Deaths per TWh (terawatt-hour) by Energy Type
The chart says it all, with nuclear winning by two orders of magnitude (via ManyEyes).
The chart says it all, with nuclear winning by two orders of magnitude (via ManyEyes).
Oops. Looks like the #anon member in charge of developing the BoA leak site may have outed himself through the Facebook App ID. Pull up the source from bankofamericasuck.com and you'll find this: <script> window.fbAsyncInit = function() { FB.init({appId: '174193262621648', status: true, cookie: true, xfbml: true}); }; (function()
Well, so much for that #march11 #Saudi day of rage. Whether it was really the "tempest in a teacup" that Prince Al-Waleed suggested on CNBC (video below, transcript here) or not, the oil complex and Saudi markets seem to have shrugged off much of the risk that was priced in after Thursday's rumors of shots.
Having spent more time than I'd like to recall in rooms with economists, political scientists, and law professors of various stripes and names, this Marginal Revolution post really formalized many of my feelings about current academic research agendae. That said, the critiques are all "in-the-box" and fairly benign relative to something like "your building-block models
Thanks to Sam Arbesman yesterday for pointing out that Kevin Kelly thinks the blog Dan and I run, Compuational Legal Studies, is a "signpost of the future." We were probably a few years early with some of our ideas and methods, but hey, an innovator's born to innovate, right?
Last night, I spent a few hours configuring a new OCZ Vertex 2 on my M4500, my primary workstation. It turns out the drive was a dud and I wasted nearly 10 hours rebuilding and debugging the issue, but during this process, I had the opportunity remember how valuable Christoph Gohlke's unofficial Python package site is.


### TASK DESCRIPTION
All of the records need to be retyped exactly, with no line dropped.

### EXTRACTED DATA
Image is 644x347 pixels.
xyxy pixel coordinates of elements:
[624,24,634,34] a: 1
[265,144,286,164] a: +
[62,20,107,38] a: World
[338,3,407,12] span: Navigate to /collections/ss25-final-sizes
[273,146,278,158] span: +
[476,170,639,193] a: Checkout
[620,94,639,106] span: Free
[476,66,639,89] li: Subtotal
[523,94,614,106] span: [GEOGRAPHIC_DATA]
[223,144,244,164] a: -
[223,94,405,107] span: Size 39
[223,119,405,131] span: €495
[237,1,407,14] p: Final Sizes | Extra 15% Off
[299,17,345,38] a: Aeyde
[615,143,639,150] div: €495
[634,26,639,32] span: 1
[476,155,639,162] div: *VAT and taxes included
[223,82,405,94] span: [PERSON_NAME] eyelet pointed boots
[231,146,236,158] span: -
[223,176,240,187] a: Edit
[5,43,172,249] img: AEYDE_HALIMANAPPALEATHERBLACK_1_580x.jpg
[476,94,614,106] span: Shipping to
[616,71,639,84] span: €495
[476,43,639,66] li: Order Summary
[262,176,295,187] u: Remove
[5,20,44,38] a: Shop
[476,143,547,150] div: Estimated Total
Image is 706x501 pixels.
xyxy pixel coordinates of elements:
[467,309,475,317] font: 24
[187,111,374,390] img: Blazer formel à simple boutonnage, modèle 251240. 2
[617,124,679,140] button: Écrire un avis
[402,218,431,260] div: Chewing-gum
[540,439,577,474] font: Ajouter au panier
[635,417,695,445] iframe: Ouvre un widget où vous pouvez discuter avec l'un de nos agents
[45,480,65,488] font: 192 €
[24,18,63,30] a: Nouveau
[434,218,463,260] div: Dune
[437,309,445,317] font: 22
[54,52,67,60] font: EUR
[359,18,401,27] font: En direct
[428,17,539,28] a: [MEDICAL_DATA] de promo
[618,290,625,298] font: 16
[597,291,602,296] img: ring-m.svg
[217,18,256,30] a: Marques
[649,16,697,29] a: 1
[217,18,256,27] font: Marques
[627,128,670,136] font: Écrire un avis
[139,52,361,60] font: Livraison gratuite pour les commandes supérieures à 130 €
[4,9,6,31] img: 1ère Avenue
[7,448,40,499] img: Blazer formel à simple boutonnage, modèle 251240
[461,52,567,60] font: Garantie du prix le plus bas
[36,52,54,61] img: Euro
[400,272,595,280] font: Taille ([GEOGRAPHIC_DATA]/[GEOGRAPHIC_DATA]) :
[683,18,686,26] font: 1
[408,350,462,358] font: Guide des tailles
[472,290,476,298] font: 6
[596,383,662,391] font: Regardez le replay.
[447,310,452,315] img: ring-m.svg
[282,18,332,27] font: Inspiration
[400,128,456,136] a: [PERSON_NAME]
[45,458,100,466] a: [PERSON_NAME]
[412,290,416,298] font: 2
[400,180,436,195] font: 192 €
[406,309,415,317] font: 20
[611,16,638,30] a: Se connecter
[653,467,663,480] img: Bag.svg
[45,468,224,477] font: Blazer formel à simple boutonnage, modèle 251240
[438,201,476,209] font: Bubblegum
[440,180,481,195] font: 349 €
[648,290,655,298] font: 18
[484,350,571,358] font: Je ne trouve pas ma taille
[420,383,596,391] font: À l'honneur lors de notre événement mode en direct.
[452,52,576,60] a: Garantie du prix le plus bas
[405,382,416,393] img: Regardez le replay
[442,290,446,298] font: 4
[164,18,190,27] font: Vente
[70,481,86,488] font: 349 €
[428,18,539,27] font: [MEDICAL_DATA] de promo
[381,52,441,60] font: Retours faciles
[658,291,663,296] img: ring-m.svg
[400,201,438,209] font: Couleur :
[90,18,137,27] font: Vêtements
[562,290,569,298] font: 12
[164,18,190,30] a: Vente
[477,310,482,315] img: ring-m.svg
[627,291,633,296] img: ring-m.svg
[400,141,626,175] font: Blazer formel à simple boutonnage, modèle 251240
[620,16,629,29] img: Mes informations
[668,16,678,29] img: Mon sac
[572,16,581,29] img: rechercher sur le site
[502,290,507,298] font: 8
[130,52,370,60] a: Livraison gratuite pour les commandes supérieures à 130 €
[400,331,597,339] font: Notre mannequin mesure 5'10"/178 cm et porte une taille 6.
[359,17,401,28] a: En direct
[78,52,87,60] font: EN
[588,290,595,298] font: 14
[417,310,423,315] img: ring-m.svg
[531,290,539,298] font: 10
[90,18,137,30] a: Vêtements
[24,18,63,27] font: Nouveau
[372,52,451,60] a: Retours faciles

### COMPLETED TASK
Image is 644x347 pixels.
xyxy pixel coordinates of elements:
[624,24,634,34] a: 1
[265,144,286,164] a: +
[62,20,107,38] a: World
[338,3,407,12] span: Navigate to /collections/ss25-final-sizes
[273,146,278,158] span: +
[476,170,639,193] a: Checkout
[620,94,639,106] span: Free
[476,66,639,89] li: Subtotal
[523,94,614,106] span: [GEOGRAPHIC_DATA]
[223,144,244,164] a: -
[223,94,405,107] span: Size 39
[223,119,405,131] span: €495
[237,1,407,14] p: Final Sizes | Extra 15% Off
[299,17,345,38] a: Aeyde
[615,143,639,150] div: €495
[634,26,639,32] span: 1
[476,155,639,162] div: *VAT and taxes included
[223,82,405,94] span: [PERSON_NAME] eyelet pointed boots
[231,146,236,158] span: -
[223,176,240,187] a: Edit
[5,43,172,249] img: AEYDE_HALIMANAPPALEATHERBLACK_1_580x.jpg
[476,94,614,106] span: Shipping to
[616,71,639,84] span: €495
[476,43,639,66] li: Order Summary
[262,176,295,187] u: Remove
[5,20,44,38] a: Shop
[476,143,547,150] div: Estimated Total
Image is 706x501 pixels.
xyxy pixel coordinates of elements:
[467,309,475,317] font: 24
[187,111,374,390] img: Blazer formel à simple boutonnage, modèle 251240. 2
[617,124,679,140] button: Écrire un avis
[402,218,431,260] div: Chewing-gum
[540,439,577,474] font: Ajouter au panier
[635,417,695,445] iframe: Ouvre un widget où vous pouvez discuter avec l'un de nos agents
[45,480,65,488] font: 192 €
[24,18,63,30] a: Nouveau
[434,218,463,260] div: Dune
[437,309,445,317] font: 22
[54,52,67,60] font: EUR
[359,18,401,27] font: En direct
[428,17,539,28] a: [MEDICAL_DATA] de promo
[618,290,625,298] font: 16
[597,291,602,296] img: ring-m.svg
[217,18,256,30] a: Marques
[649,16,697,29] a: 1
[217,18,256,27] font: Marques
[627,128,670,136] font: Écrire un avis
[139,52,361,60] font: Livraison gratuite pour les commandes supérieures à 130 €
[4,9,6,31] img: 1ère Avenue
[7,448,40,499] img: Blazer formel à simple boutonnage, modèle 251240
[461,52,567,60] font: Garantie du prix le plus bas
[36,52,54,61] img: Euro
[400,272,595,280] font: Taille ([GEOGRAPHIC_DATA]/[GEOGRAPHIC_DATA]) :
[683,18,686,26] font: 1
[408,350,462,358] font: Guide des tailles
[472,290,476,298] font: 6
[596,383,662,391] font: Regardez le replay.
[447,310,452,315] img: ring-m.svg
[282,18,332,27] font: Inspiration
[400,128,456,136] a: [PERSON_NAME]
[45,458,100,466] a: [PERSON_NAME]
[412,290,416,298] font: 2
[400,180,436,195] font: 192 €
[406,309,415,317] font: 20
[611,16,638,30] a: Se connecter
[653,467,663,480] img: Bag.svg
[45,468,224,477] font: Blazer formel à simple boutonnage, modèle 251240
[438,201,476,209] font: Bubblegum
[440,180,481,195] font: 349 €
[648,290,655,298] font: 18
[484,350,571,358] font: Je ne trouve pas ma taille
[420,383,596,391] font: À l'honneur lors de notre événement mode en direct.
[452,52,576,60] a: Garantie du prix le plus bas
[405,382,416,393] img: Regardez le replay
[442,290,446,298] font: 4
[164,18,190,27] font: Vente
[70,481,86,488] font: 349 €
[428,18,539,27] font: [MEDICAL_DATA] de promo
[381,52,441,60] font: Retours faciles
[658,291,663,296] img: ring-m.svg
[400,201,438,209] font: Couleur :
[90,18,137,27] font: Vêtements
[562,290,569,298] font: 12
[164,18,190,30] a: Vente
[477,310,482,315] img: ring-m.svg
[627,291,633,296] img: ring-m.svg
[400,141,626,175] font: Blazer formel à simple boutonnage, modèle 251240
[620,16,629,29] img: Mes informations
[668,16,678,29] img: Mon sac
[572,16,581,29] img: rechercher sur le site
[502,290,507,298] font: 8
[130,52,370,60] a: Livraison gratuite pour les commandes supérieures à 130 €
[400,331,597,339] font: Notre mannequin mesure 5'10"/178 cm et porte une taille 6.
[359,17,401,28] a: En direct
[78,52,87,60] font: EN
[588,290,595,298] font: 14
[417,310,423,315] img: ring-m.svg
[531,290,539,298] font: 10
[90,18,137,30] a: Vêtements
[24,18,63,27] font: Nouveau
[372,52,451,60] a: Retours faciles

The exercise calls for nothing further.